Sisyphus and Cassandra don't live here any more

In the nearly 15 years that I've been advocating on behalf of online media at newspaper companies, it's often seemed that the heroes of online journalism were Sisyphus and Cassandra.

Sisyphus was a crafty and devious king of Corinth. We've all been crafty and devious from time to time. Breaking the rules may be the only way to get anything done.

Sisyphus broke enough rules that he came to the attention of Zeus, who arranged a novel and eternal punishment. Sisyphus would roll a huge rock up a hill, only to have it roll back down onto him. And then he'd have to go do it again. Endless, crushing cycles.

Sort of like site designs. Or CMS implementations. Or sales training.

Cassandra was a Trojan beauty who attracted the eye of Apollo, who granted her the gift of prophesy. She spurned him, and his revenge was to make no one believe her predictions. The Trojan Horse, the death of Agamemnon ... she saw it all coming, but could do nothing, because her warnings were ignored.

We've all been there. Nothing about the current troubles of the U.S. newspaper industry should be a surprise, but for years every warning was met with "there will always be a need for newspapers," "you're just being negative," and "I'm to busy for that; I have a paper to get out."

But things have changed. Sisyphus and Cassandra don't live here any more.

I don't mean to say everything's OK; far from it. But I think a lot of onliners are laboring under a curse that's been lifted.

Credit, or blame, Bruce Sherman. He's the investor who kicked the legs out from under Knight-Ridder.

That brought to an end a decade in which editors could pretend that everything was just fine. In the ensuing economic carnage, it's become clear to almost everybody that the era of print-centric thinking is every bit as dead as the era of cheap gasoline and mammoth Detroit-built SUVs.

Now a lot of onliners are the ones stuck in the past, protecting territories, railing against the print guys the way political crackpots rail against the nonexistent monopoly of "mainstream media."

This is not the time for that. There are still curmudgeons to be dealt with (or left behind), and there are obstacles to be overcome, but this is the time to create new organizations, not refight old battles.

I've spent a bunch of time with editors recently. Among the many I've met, the denial is gone. What's left includes a great deal of something else from Greek mythology: Chaos. But Chaos led to the birth of a whole new world.

Comments

When I was a copy editor, I felt much like Sisyphus. Each day I would do the same work with the same end result. I got to use different words. But each day I would find that rock sitting on my desk for me to roll out to the printing presses.

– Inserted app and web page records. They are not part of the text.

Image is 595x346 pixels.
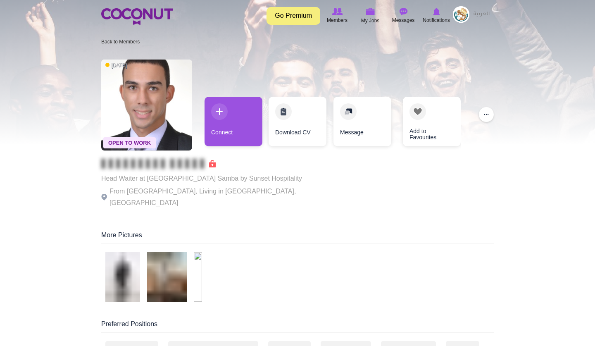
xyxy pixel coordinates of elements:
[321,6,354,25] a: Browse Members Members
[333,97,391,146] a: Message
[101,159,216,168] span: Connect to Unlock the Profile
[103,137,156,148] span: Open To Work
[332,97,390,150] div: 3 / 4
[420,6,453,25] a: Notifications Notifications
[366,8,375,15] img: My Jobs
[387,6,420,25] a: Messages Messages
[266,7,320,25] a: Go Premium
[479,107,494,122] button: ...
[101,319,494,332] div: Preferred Positions
[423,16,449,24] span: Notifications
[101,173,328,184] p: Head Waiter at [GEOGRAPHIC_DATA] Samba by Sunset Hospitality
[268,97,326,146] a: Download CV
[101,230,494,244] div: More Pictures
[433,8,440,15] img: Notifications
[101,185,328,209] p: From [GEOGRAPHIC_DATA], Living in [GEOGRAPHIC_DATA], [GEOGRAPHIC_DATA]
[469,6,494,23] a: العربية
[204,97,262,150] div: 1 / 4
[361,17,380,25] span: My Jobs
[101,8,173,25] img: Home
[354,6,387,26] a: My Jobs My Jobs
[332,8,342,15] img: Browse Members
[105,62,127,69] span: [DATE]
[397,97,454,150] div: 4 / 4
[399,8,407,15] img: Messages
[101,39,140,45] a: Back to Members
[392,16,415,24] span: Messages
[204,97,262,146] a: Connect
[268,97,326,150] div: 2 / 4
[327,16,347,24] span: Members
[403,97,461,146] a: Add to Favourites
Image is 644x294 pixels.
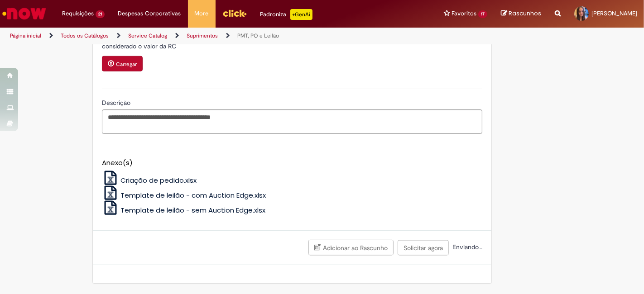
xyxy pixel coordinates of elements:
[118,9,181,18] span: Despesas Corporativas
[102,99,132,107] span: Descrição
[10,32,41,39] a: Página inicial
[95,10,104,18] span: 21
[260,9,312,20] div: Padroniza
[508,9,541,18] span: Rascunhos
[501,10,541,18] a: Rascunhos
[451,243,482,251] span: Enviando...
[290,9,312,20] p: +GenAi
[62,9,94,18] span: Requisições
[120,176,197,185] span: Criação de pedido.xlsx
[102,159,482,167] h5: Anexo(s)
[195,9,209,18] span: More
[186,32,218,39] a: Suprimentos
[102,190,266,200] a: Template de leilão - com Auction Edge.xlsx
[102,33,451,50] span: Anexar evidência de negociação que nos ajude a calcular o preço net para o pedido - caso não seja...
[591,10,637,17] span: [PERSON_NAME]
[102,109,482,134] textarea: Descrição
[222,6,247,20] img: click_logo_yellow_360x200.png
[237,32,279,39] a: PMT, PO e Leilão
[120,190,266,200] span: Template de leilão - com Auction Edge.xlsx
[128,32,167,39] a: Service Catalog
[102,176,197,185] a: Criação de pedido.xlsx
[116,60,137,68] small: Carregar
[7,27,423,45] ul: Trilhas de página
[1,4,48,23] img: ServiceNow
[60,32,109,39] a: Todos os Catálogos
[120,206,265,215] span: Template de leilão - sem Auction Edge.xlsx
[451,9,476,18] span: Favoritos
[102,206,266,215] a: Template de leilão - sem Auction Edge.xlsx
[478,10,487,18] span: 17
[102,56,143,71] button: Carregar anexo de Anexar evidência de negociação que nos ajude a calcular o preço net para o pedi...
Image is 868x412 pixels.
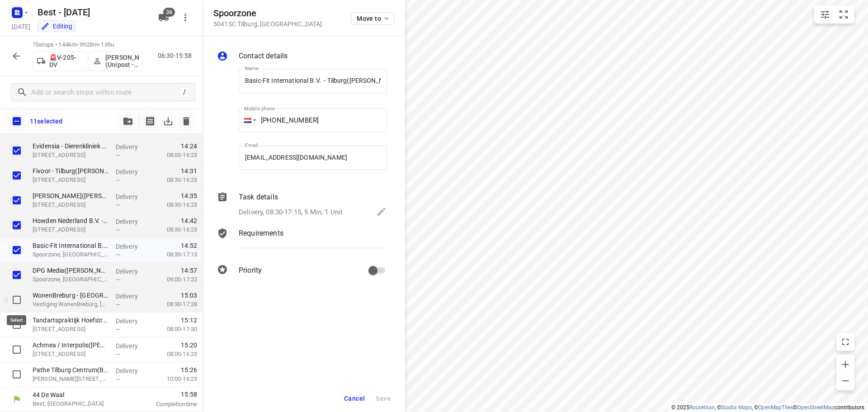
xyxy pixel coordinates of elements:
[116,277,120,283] span: —
[32,175,108,184] p: Ringbaan West 275, Tilburg
[153,350,197,359] p: 08:00-16:23
[153,300,197,309] p: 08:30-17:28
[116,252,120,258] span: —
[239,108,387,132] input: 1 (702) 123-4567
[116,226,120,234] span: —
[239,228,284,239] p: Requirements
[181,166,197,175] span: 14:31
[138,390,197,399] span: 15:58
[30,117,62,125] p: 11 selected
[116,317,149,326] p: Delivery
[758,404,793,411] a: OpenMapTiles
[181,341,197,350] span: 15:20
[163,8,175,17] span: 36
[32,51,87,71] button: 🚨V-205-DV
[32,241,108,250] p: Basic-Fit International B.V. - Tilburg(Kelly Mekes)
[32,325,108,334] p: Hoefstraat 197-1, Tilburg
[32,291,108,300] p: WonenBreburg - Tilburg - J. van Oisterwijkstraat(Tonnie Mangnus)
[153,325,197,334] p: 08:00-17:30
[217,51,387,63] div: Contact details
[31,86,180,99] input: Add or search stops within route
[32,365,108,374] p: Pathe Tilburg Centrum(Boey Bouquet)
[181,141,197,151] span: 14:24
[116,351,120,358] span: —
[116,366,149,375] p: Delivery
[181,291,197,300] span: 15:03
[116,267,149,276] p: Delivery
[32,151,108,160] p: [STREET_ADDRESS]
[181,316,197,325] span: 15:12
[153,374,197,384] p: 10:00-16:23
[181,266,197,275] span: 14:57
[41,22,72,31] div: You are currently in edit mode.
[116,376,120,383] span: —
[814,5,855,23] div: small contained button group
[153,175,197,184] p: 08:30-16:23
[239,207,343,217] p: Delivery, 08:30-17:15, 5 Min, 1 Unit
[32,201,108,210] p: Ringbaan West 275, Tilburg
[89,51,143,71] button: [PERSON_NAME] (Unipost - Best - ZZP)
[8,22,34,32] h5: Project date
[834,5,853,23] button: Fit zoom
[116,167,149,177] p: Delivery
[721,404,752,411] a: Stadia Maps
[105,54,139,68] p: Mohammed Raed (Unipost - Best - ZZP)
[181,216,197,225] span: 14:42
[141,112,159,131] button: Print shipping labels
[32,41,143,49] p: 75 stops • 144km • 9h28m • 139u
[32,316,108,325] p: Tandartspraktijk Hoefstraat(Valerie van Roosmalen)
[8,365,26,384] span: Select
[797,404,834,411] a: OpenStreetMap
[49,54,83,68] p: 🚨V-205-DV
[32,300,108,309] p: Vestiging WonenBreburg, Tilburg
[376,206,387,217] svg: Edit
[341,390,369,407] button: Cancel
[239,192,278,202] p: Task details
[116,202,120,208] span: —
[351,12,394,25] button: Move to
[138,400,197,409] p: Completion time
[32,192,108,201] p: HSK Tilburg(Brenda Timmermans)
[217,228,387,255] div: Requirements
[32,374,108,384] p: Pieter Vreedeplein 174, Tilburg
[177,8,195,27] button: More
[32,399,127,408] p: Best, [GEOGRAPHIC_DATA]
[181,192,197,201] span: 14:35
[159,112,177,131] span: Download stops
[690,404,715,411] a: Routetitan
[116,326,120,333] span: —
[116,292,149,301] p: Delivery
[116,152,120,159] span: —
[32,141,108,151] p: Evidensia - Dierenkliniek Den Herd([PERSON_NAME])
[239,108,256,132] div: Netherlands: + 31
[8,241,26,259] span: Select
[672,404,864,411] li: © 2025 , © , © © contributors
[153,275,197,284] p: 09:00-17:22
[116,177,120,184] span: —
[8,141,26,160] span: Select
[153,201,197,210] p: 08:30-16:23
[181,241,197,250] span: 14:52
[180,87,190,97] div: /
[239,265,262,276] p: Priority
[116,217,149,226] p: Delivery
[214,20,322,28] p: 5041SC Tilburg , [GEOGRAPHIC_DATA]
[8,166,26,184] span: Select
[32,250,108,259] p: Spoorzone, [GEOGRAPHIC_DATA]
[32,166,108,175] p: Fivoor - Tilburg(Henk de Bruijn)
[357,15,390,22] span: Move to
[32,341,108,350] p: Achmea / Interpolis(Demi Mookhoek)
[181,365,197,374] span: 15:26
[8,192,26,210] span: Select
[8,266,26,284] span: Select
[217,192,387,219] div: Task detailsDelivery, 08:30-17:15, 5 Min, 1 Unit
[32,266,108,275] p: DPG Media(Felice van der goot)
[32,275,108,284] p: Spoorzone, [GEOGRAPHIC_DATA]
[158,51,195,60] p: 06:30-15:58
[153,151,197,160] p: 08:00-16:23
[116,341,149,350] p: Delivery
[32,225,108,234] p: Ringbaan West 240, Tilburg
[116,192,149,201] p: Delivery
[344,395,365,402] span: Cancel
[816,5,834,23] button: Map settings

Glad you have found editors finally willing to face the inevitable and maybe try to do something about it. Those at my place still largely prefer delusion and denial. Not just the higher-ups, who seem to be working double-time now to quell questions and dissent, but also many of the middle and lower managers who insist this will all work out fine in the end. Why? Because people will always need newspapers. In the past week I have heard from four different mid-level types at my place that the biggest mistake newspapers ever made was to give away their content. If they had just banded together and built the great cyber wall around their sites (it would not have been visible from space, btw) then everything would be fine. Ask these same people why newspapers didn't band together to built Google, YouTube, Craigslist and you get angry retorts. That's not our mission, those sites just steal from real journalists, we're better than that, they don't do anything worthwhile anyway. I'm glad you are meeting people, as we stand on the brink of unhappily never after for many newspapers including my own, who now seem ready to face the future and respond. Send a few of them my way.